Most Voters Don’t See a Threat to Roe v. Wade
Just after the 46th anniversary of the landmark abortion case Roe v. Wade, most voters are pro-choice and think the ruling is likely to stick for years to come.
Just after the 46th anniversary of the landmark abortion case Roe v. Wade, most voters are pro-choice and think the ruling is likely to stick for years to come.
It's School Choice Week.
School choice is a noble cause. In much of America, parents have little or no control over where their kids attend school. Local governments assign schools by ZIP code.
Participation in this past Sunday’s Women’s March appears to have gone down dramatically from two years ago when the first such march was held, but voters are little changed in their view that the annual event is good for women in general.
On Saturday, Donald Trump shrewdly flipped the table on Nancy Pelosi in the government shutdown standoff. He has now proposed a grand bargain on immigration: legalization of some 1 million so-called Dreamers -- the foreigners who were brought into the U.S. illegally by their parents -- and an immediate end to the shutdown, if she agrees to expand funding to $5.7 billion for the wall.
"Those who make peaceful revolution impossible ... make violent revolution inevitable," said John F. Kennedy.
A federal judge in New York has ruled against the Trump administration’s attempt to restore a citizenship question to the 2020 census, even though it’s a question most Americans want to ask.
Thirty-three percent (33%) of Likely U.S. Voters think the country is heading in the right direction, according to a new Rasmussen Reports national telephone and online survey for the week ending January 17.
This Martin Luther King, Jr. Day, Americans aren’t particularly optimistic about the state of race relations in this country today.
Voters continue to lack trust in the federal government’s ability to get things right, and most still believe the government is out for itself.
To quote the Bard, the Trump vs. Pelosi show is “full of sound and fury, signifying nothing.” So the partial government shutdown enters a record-breaking fifth week.
It was no coincidence that Donald Trump scheduled a trip to Britain to promote one of his golf courses in Scotland, on June 23, 2016. That was the day of the Brexit referendum in which 52 percent of the electorate --17.4 million voters, more than any party has ever won in a general election -- voted for the UK to leave the European Union.
The 50-50 nation marches on. Half the voters in the country don’t like new House Speaker Nancy Pelosi, the highest ranking Democrat in Washington, D.C., but just as many disapprove of Senate Majority Leader Mitch McConnell, Congress’ top Republican.
Most voters aren't scared of the federal government, but they think there's more of it than the country's Founders intended.
"Treaties are like roses and young girls. They last while they last."
So said President Charles De Gaulle, who in 1966 ordered NATO to vacate its Paris headquarters and get out of France.
As teachers in Los Angeles, home to the nation’s second-largest school district, continue to strike, support for teachers’ unions remains up. However, a majority think teachers' unions put membership protection over the quality of education.
The current teachers’ strike in Los Angeles and those in other states last year have not cooled Americans’ support for labor unions.
Voters don’t care too much for the federal government, and the number who say they have been badly hurt by the continuing government shutdown remains small.
One of the world's most successful brands committed ideological hara-kiri this week. Recognized around the world as a symbol of manly civility for more than a century, Gillette will now be remembered as the company that did itself in by sacrificing a massive consumer base at the altar of progressivism.
This government shutdown is now longer than any in history. The media keep using the word "crisis."
"Shutdown sows chaos, confusion and anxiety!" says The Washington Post. "Pain spreads widely."
An increasing number of elected Democrats including several presidential hopefuls are endorsing a so-called Green New Deal although the details vary. Democratic voters love the concept, but other voters still aren't convinced.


=== WHAT YOU SHOULD DO ===
All of the data below should come back exactly as written, minus its images.

[[ INPUT RECORDS open ]]

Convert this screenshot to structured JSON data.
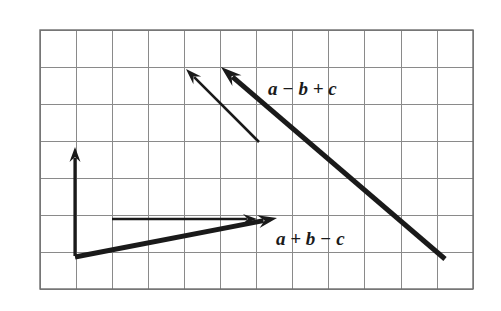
{
  "figure": {
    "type": "vector-diagram",
    "background_color": "#ffffff",
    "grid": {
      "line_color": "#8a8a8a",
      "border_color": "#6e6e6e",
      "line_width": 1,
      "border_width": 1.4,
      "x_start": 40,
      "y_start": 30,
      "cell_width": 36.1,
      "cell_height": 37.0,
      "columns": 12,
      "rows": 7,
      "x_end": 473,
      "y_end": 289
    },
    "labels": [
      {
        "id": "label-a-minus-b-plus-c",
        "text": "a − b + c",
        "x": 268,
        "y": 95,
        "color": "#1a1a1a",
        "font_size": 19,
        "style": "bold-italic-serif"
      },
      {
        "id": "label-a-plus-b-minus-c",
        "text": "a + b − c",
        "x": 276,
        "y": 245,
        "color": "#1a1a1a",
        "font_size": 19,
        "style": "bold-italic-serif"
      }
    ],
    "vectors": [
      {
        "id": "vector-a-vertical",
        "name": "vertical-component-arrow",
        "from": [
          75,
          256
        ],
        "to": [
          75,
          147
        ],
        "stroke_width": 3.2,
        "color": "#1a1a1a",
        "weight": "thin",
        "head_length": 15,
        "head_width": 11
      },
      {
        "id": "vector-b-horizontal",
        "name": "horizontal-component-arrow",
        "from": [
          112,
          219
        ],
        "to": [
          257,
          219
        ],
        "stroke_width": 2.6,
        "color": "#1a1a1a",
        "weight": "thin",
        "head_length": 14,
        "head_width": 10
      },
      {
        "id": "vector-thin-diagonal",
        "name": "thin-diagonal-arrow",
        "from": [
          259,
          142
        ],
        "to": [
          186,
          69
        ],
        "stroke_width": 2.6,
        "color": "#1a1a1a",
        "weight": "thin",
        "head_length": 16,
        "head_width": 11
      },
      {
        "id": "vector-a-plus-b-minus-c",
        "name": "resultant-arrow-a-plus-b-minus-c",
        "from": [
          75,
          257
        ],
        "to": [
          277,
          218
        ],
        "stroke_width": 5.0,
        "color": "#1a1a1a",
        "weight": "thick",
        "head_length": 19,
        "head_width": 13
      },
      {
        "id": "vector-a-minus-b-plus-c",
        "name": "resultant-arrow-a-minus-b-plus-c",
        "from": [
          445,
          259
        ],
        "to": [
          221,
          67
        ],
        "stroke_width": 5.0,
        "color": "#1a1a1a",
        "weight": "thick",
        "head_length": 21,
        "head_width": 14
      }
    ]
  }
}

[[ INPUT RECORDS closed ]]

=== TASK ANSWER ===
Convert this screenshot to structured JSON data.
{
  "figure": {
    "type": "vector-diagram",
    "background_color": "#ffffff",
    "grid": {
      "line_color": "#8a8a8a",
      "border_color": "#6e6e6e",
      "line_width": 1,
      "border_width": 1.4,
      "x_start": 40,
      "y_start": 30,
      "cell_width": 36.1,
      "cell_height": 37.0,
      "columns": 12,
      "rows": 7,
      "x_end": 473,
      "y_end": 289
    },
    "labels": [
      {
        "id": "label-a-minus-b-plus-c",
        "text": "a − b + c",
        "x": 268,
        "y": 95,
        "color": "#1a1a1a",
        "font_size": 19,
        "style": "bold-italic-serif"
      },
      {
        "id": "label-a-plus-b-minus-c",
        "text": "a + b − c",
        "x": 276,
        "y": 245,
        "color": "#1a1a1a",
        "font_size": 19,
        "style": "bold-italic-serif"
      }
    ],
    "vectors": [
      {
        "id": "vector-a-vertical",
        "name": "vertical-component-arrow",
        "from": [
          75,
          256
        ],
        "to": [
          75,
          147
        ],
        "stroke_width": 3.2,
        "color": "#1a1a1a",
        "weight": "thin",
        "head_length": 15,
        "head_width": 11
      },
      {
        "id": "vector-b-horizontal",
        "name": "horizontal-component-arrow",
        "from": [
          112,
          219
        ],
        "to": [
          257,
          219
        ],
        "stroke_width": 2.6,
        "color": "#1a1a1a",
        "weight": "thin",
        "head_length": 14,
        "head_width": 10
      },
      {
        "id": "vector-thin-diagonal",
        "name": "thin-diagonal-arrow",
        "from": [
          259,
          142
        ],
        "to": [
          186,
          69
        ],
        "stroke_width": 2.6,
        "color": "#1a1a1a",
        "weight": "thin",
        "head_length": 16,
        "head_width": 11
      },
      {
        "id": "vector-a-plus-b-minus-c",
        "name": "resultant-arrow-a-plus-b-minus-c",
        "from": [
          75,
          257
        ],
        "to": [
          277,
          218
        ],
        "stroke_width": 5.0,
        "color": "#1a1a1a",
        "weight": "thick",
        "head_length": 19,
        "head_width": 13
      },
      {
        "id": "vector-a-minus-b-plus-c",
        "name": "resultant-arrow-a-minus-b-plus-c",
        "from": [
          445,
          259
        ],
        "to": [
          221,
          67
        ],
        "stroke_width": 5.0,
        "color": "#1a1a1a",
        "weight": "thick",
        "head_length": 21,
        "head_width": 14
      }
    ]
  }
}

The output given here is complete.